Reciprocity the Only Recipe for Peace
| May 15, 2019E
ighteen years have passed since I would daven Maariv at the Bayit Vegan shtibel known as “99” (Bayit Vegan Street), often sitting face-to-face with Rabbi Avraham Ravitz a”h, who then was a Knesset member from UTJ.
I was then working in public relations, not journalism, so I wasn’t looking for an interview the night I asked Rabbi Ravitz if he wouldn’t mind answering one burning political question on my mind.
This was at the peak of the second intifada. Opposition leader Ariel Sharon had just made an ill-advised visit to Har Habayis, which provoked the Palestinians. Not that they needed the pretext, but Palestinian Authority chairman Yasser Arafat took advantage of the wrath on the Arab street to unleash a new wave of terror, including suicide bombings, roadside shootings, and mortar attacks on the Gilo neighborhood in south Jerusalem. Bayit Vegan, where I was living at the time, is not far from Gilo, and the sounds of the mortars and IDF retaliation via helicopter gunships would shake my bed at night.
I approached Rabbi Ravitz because earlier that day Mishpacha’s Hebrew-language newspaper quoted his Knesset colleague Moshe Gafni as saying that if peace negotiations were to resume, then the fate of Beitar Illit and Kiryat Sefer — the two largest chareidi communities situated just over the Green Line — would be up for grabs.
“I’d like to know if this is just MK Gafni’s position, or if this also represents the position of the gedolei Yisrael?” I asked.
Rabbi Ravitz replied without hesitation: “It’s not the position of the gedolim, and in fact, Rabbi Gafni already has expressed charatah [regret] that he said this. You know, the Arabs read Mishpacha too. If negotiations resume, they will say, ‘You’ve already given us Beitar and Kiryat Sefer, so what other concessions are you ready to make?’ ”
As the conventional wisdom goes, when the Trump administration releases its long-anticipated peace plan next month, the Palestinians will reject it automatically, so Israel has nothing to lose by greeting it with a fond embrace.
My conversation with Rabbi Ravitz 18 years ago shows just how risky that pat answer is.
While it’s hard to believe that a plan devised by Jared Kushner, Jason Greenblatt, and David Friedman, with input from Prime Minister Netanyahu and Nikki Haley, would be unfavorable to Israel, the Arabs will pocket anything Jerusalem accepts as a binding concession, and that will serve as the starting point for future negotiations. Netanyahu knows this well, but he owes Trump for Jerusalem, the Golan Heights, and America’s unrelenting defense of Israel at the UN.
Bibi’s strategy should be a return to the policy of reciprocity that he crafted while campaigning in 1995 for his first term as prime minister, when the PA was violating every agreement they made under the newly minted Oslo Accords and Israel’s territorial withdrawals from Judea and Samaria could not be rolled back.
Peace is a two-way street. If the PA and Hamas show interest in the Trump plan, then Israel can display reciprocal measures. If they reject it, as expected, there is no reason for Israel to make unilateral concessions that its enemies, and even its well-meaning friends, will pocket, or hold as a down-payment on a mortgage against Israel’s future security.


In the material below, find every line with "Functional" and pull it out.
SUPPLIED DATA: Begin
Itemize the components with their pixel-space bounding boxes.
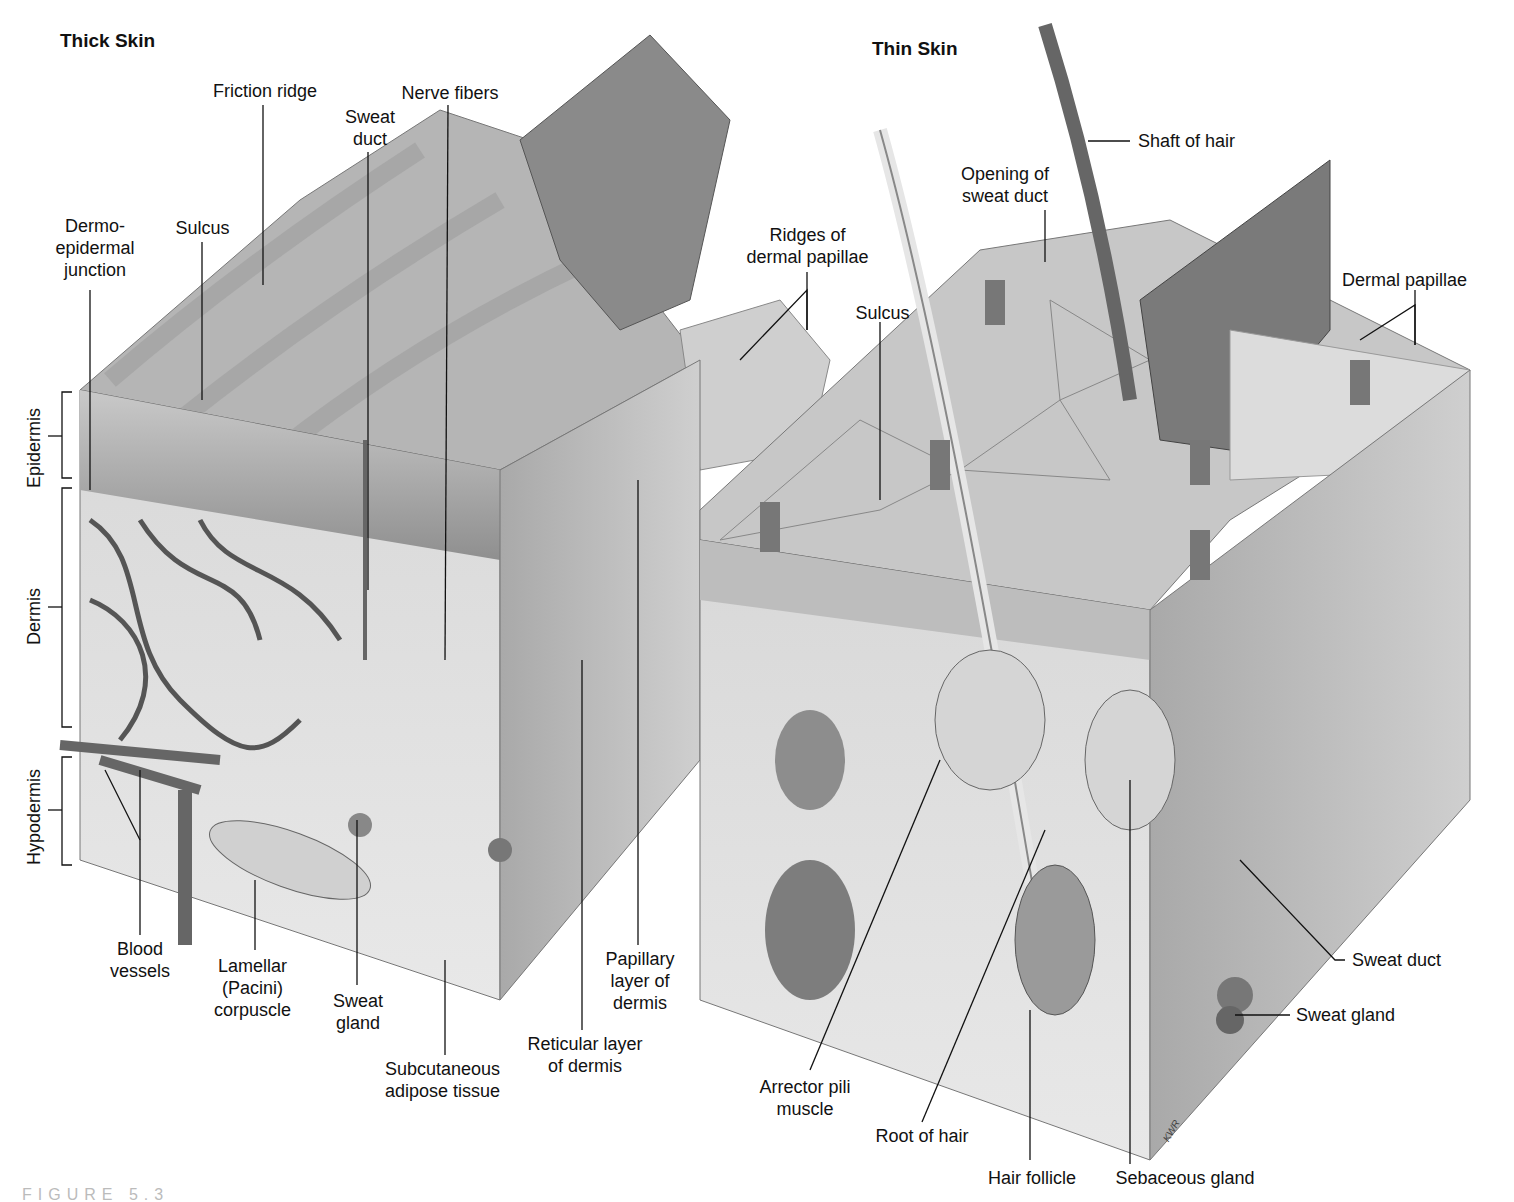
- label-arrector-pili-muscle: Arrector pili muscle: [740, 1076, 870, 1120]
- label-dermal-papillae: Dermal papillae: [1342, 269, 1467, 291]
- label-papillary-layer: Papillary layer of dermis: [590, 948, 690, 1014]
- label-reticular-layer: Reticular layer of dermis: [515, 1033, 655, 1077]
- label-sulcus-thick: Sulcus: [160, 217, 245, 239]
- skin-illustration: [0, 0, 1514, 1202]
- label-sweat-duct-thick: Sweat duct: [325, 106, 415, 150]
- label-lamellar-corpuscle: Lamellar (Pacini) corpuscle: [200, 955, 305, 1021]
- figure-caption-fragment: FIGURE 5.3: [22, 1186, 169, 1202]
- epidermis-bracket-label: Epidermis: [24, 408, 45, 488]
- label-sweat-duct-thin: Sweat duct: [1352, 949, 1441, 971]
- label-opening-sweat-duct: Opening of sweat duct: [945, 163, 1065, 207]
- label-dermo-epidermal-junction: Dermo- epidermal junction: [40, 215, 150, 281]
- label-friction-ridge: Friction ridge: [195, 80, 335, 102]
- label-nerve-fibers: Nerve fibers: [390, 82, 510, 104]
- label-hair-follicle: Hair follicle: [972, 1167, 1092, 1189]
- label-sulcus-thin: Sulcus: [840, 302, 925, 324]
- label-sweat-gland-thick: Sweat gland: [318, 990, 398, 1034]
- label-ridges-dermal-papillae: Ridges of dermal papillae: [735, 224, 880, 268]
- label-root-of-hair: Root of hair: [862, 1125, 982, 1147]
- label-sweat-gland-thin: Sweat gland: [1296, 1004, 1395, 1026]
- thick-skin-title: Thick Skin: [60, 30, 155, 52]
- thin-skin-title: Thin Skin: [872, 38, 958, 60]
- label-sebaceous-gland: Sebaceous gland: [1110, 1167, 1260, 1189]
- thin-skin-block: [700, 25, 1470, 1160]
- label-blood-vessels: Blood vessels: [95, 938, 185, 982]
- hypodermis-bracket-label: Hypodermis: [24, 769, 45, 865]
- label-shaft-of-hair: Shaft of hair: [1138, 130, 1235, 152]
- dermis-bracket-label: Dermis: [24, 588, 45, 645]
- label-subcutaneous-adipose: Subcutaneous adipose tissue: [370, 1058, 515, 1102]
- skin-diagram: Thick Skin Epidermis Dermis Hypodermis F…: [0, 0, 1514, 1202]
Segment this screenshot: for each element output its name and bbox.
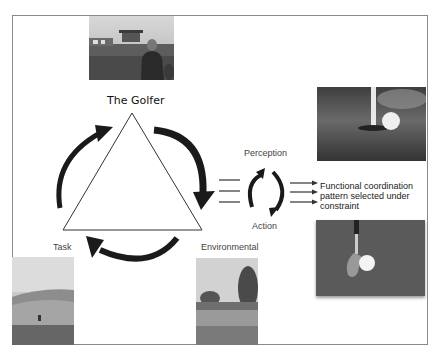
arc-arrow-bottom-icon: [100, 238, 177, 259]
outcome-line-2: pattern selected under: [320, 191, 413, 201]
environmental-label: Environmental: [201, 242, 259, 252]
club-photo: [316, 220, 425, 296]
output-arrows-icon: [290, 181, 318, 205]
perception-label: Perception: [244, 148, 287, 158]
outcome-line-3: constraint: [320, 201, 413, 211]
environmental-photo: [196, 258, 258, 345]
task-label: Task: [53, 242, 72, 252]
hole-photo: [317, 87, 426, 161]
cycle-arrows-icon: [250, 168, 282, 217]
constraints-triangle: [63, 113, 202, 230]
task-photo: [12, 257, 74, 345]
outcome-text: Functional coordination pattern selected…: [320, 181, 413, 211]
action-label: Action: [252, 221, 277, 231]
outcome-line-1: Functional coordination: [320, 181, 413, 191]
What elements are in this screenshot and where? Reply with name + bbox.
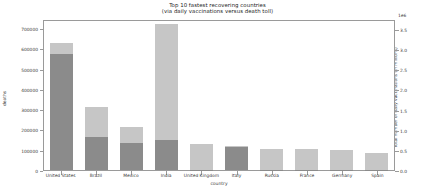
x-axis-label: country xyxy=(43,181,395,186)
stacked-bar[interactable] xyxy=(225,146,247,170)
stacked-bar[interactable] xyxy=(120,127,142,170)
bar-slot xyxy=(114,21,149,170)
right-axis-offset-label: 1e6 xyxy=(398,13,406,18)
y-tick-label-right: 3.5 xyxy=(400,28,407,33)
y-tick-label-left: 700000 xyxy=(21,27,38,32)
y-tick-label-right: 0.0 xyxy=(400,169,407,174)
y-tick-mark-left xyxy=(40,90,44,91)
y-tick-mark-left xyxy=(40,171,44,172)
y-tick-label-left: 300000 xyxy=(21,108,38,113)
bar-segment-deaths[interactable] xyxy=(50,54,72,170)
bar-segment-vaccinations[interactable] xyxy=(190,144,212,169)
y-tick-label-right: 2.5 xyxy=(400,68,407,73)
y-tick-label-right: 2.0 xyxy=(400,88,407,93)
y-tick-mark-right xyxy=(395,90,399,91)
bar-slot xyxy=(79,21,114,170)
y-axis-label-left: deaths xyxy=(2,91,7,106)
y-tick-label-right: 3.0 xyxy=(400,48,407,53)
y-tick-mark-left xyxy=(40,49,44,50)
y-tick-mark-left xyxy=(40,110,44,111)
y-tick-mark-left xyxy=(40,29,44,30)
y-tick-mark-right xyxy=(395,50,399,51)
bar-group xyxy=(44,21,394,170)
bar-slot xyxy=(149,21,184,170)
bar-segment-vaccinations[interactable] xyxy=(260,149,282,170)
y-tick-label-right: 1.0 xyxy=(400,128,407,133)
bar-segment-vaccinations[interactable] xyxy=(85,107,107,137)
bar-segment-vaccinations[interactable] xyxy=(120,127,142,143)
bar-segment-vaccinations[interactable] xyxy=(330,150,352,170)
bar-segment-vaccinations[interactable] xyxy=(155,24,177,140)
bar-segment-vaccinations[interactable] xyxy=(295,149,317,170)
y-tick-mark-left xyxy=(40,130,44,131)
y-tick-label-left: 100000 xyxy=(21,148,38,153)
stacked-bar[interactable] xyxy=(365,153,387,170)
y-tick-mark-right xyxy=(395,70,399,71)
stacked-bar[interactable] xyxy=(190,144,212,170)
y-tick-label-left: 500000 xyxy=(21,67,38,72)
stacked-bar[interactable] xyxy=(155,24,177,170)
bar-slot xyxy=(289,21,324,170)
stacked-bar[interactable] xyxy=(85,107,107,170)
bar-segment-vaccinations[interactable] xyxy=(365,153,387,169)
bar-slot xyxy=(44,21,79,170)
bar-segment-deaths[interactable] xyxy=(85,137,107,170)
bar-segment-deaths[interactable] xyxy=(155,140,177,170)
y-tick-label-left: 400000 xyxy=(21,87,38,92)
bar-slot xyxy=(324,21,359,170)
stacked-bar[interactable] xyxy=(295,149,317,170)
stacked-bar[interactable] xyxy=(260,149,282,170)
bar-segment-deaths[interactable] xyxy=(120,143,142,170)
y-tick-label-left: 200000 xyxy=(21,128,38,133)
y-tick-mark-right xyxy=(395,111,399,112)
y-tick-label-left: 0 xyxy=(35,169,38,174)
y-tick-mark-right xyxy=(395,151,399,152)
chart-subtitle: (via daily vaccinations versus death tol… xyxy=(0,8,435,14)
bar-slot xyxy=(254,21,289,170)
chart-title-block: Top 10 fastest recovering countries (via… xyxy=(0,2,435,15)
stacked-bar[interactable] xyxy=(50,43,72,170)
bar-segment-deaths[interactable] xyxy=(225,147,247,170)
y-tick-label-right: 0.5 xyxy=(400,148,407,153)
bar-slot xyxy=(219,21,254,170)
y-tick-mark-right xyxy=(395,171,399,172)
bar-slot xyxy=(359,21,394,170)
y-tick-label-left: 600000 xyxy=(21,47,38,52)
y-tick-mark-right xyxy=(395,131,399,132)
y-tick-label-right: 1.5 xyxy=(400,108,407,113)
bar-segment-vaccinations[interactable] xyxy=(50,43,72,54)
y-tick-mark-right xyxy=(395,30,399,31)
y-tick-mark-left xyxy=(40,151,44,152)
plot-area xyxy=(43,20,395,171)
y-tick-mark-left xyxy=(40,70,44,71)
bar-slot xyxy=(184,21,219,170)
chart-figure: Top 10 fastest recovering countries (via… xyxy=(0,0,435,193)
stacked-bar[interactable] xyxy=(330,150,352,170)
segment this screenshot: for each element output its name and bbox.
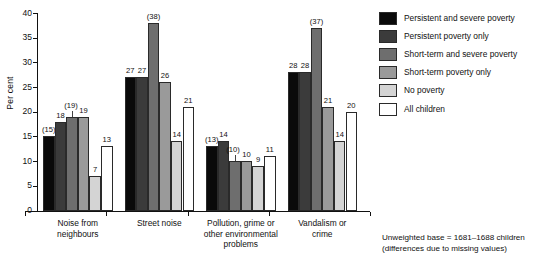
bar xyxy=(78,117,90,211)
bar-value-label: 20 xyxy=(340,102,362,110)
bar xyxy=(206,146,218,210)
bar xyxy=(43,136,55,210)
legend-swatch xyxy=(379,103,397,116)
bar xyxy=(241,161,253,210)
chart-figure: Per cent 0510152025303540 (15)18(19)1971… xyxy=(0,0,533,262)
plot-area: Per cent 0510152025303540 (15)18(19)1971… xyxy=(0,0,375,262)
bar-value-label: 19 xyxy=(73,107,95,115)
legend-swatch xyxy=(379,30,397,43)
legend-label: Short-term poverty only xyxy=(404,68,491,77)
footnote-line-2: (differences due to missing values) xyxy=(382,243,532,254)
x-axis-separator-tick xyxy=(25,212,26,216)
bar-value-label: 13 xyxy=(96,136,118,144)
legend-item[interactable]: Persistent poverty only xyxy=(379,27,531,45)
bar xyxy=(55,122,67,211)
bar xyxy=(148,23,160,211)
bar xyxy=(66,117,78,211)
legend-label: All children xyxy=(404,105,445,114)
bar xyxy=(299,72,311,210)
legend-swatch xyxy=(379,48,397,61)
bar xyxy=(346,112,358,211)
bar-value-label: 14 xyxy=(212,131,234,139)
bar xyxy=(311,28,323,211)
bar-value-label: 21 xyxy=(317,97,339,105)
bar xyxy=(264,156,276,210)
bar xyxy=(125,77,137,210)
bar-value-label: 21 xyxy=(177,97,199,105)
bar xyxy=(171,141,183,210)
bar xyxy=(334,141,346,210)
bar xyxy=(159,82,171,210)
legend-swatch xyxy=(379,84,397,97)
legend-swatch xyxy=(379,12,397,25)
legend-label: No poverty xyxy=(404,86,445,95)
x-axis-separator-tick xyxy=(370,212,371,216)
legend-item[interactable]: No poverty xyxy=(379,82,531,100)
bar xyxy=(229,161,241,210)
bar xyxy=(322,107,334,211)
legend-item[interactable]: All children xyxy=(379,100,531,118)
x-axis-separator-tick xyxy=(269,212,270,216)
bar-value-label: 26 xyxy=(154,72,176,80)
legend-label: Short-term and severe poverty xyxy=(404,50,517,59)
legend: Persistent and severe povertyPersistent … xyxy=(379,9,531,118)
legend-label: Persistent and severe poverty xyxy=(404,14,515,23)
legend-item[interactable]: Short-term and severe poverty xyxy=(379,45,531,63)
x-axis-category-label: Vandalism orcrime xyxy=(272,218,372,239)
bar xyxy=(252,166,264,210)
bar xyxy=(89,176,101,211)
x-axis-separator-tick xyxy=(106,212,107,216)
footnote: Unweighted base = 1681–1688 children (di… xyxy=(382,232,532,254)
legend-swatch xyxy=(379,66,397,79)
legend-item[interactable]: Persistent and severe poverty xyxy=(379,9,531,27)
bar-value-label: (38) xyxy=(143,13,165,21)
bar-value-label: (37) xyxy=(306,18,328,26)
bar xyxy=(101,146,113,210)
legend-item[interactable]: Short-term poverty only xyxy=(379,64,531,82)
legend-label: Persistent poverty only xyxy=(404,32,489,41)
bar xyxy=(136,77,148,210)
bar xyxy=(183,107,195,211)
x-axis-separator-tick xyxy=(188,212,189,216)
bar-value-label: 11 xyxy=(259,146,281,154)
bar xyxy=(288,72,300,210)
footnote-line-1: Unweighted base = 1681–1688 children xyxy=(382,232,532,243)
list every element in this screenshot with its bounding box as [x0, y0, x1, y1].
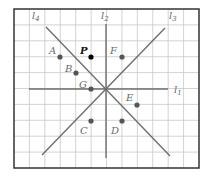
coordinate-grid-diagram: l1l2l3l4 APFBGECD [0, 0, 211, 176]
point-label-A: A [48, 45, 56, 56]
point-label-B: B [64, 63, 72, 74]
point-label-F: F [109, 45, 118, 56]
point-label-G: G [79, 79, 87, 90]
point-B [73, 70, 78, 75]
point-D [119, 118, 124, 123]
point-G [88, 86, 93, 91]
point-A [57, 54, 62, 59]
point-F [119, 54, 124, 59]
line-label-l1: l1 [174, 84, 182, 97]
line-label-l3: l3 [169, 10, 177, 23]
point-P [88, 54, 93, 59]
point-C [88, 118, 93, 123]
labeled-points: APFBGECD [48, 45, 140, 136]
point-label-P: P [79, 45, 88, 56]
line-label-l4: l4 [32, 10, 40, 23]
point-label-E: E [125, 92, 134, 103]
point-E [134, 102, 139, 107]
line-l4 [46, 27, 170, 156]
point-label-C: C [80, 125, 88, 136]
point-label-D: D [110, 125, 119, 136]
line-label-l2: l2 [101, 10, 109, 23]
SUPPLIED DATA: End
## RESPONSE TO THIS EXERCISE
outcome-text: Functional coordination pattern selected…: [320, 181, 413, 211]
outcome-line-1: Functional coordination: [320, 181, 413, 191]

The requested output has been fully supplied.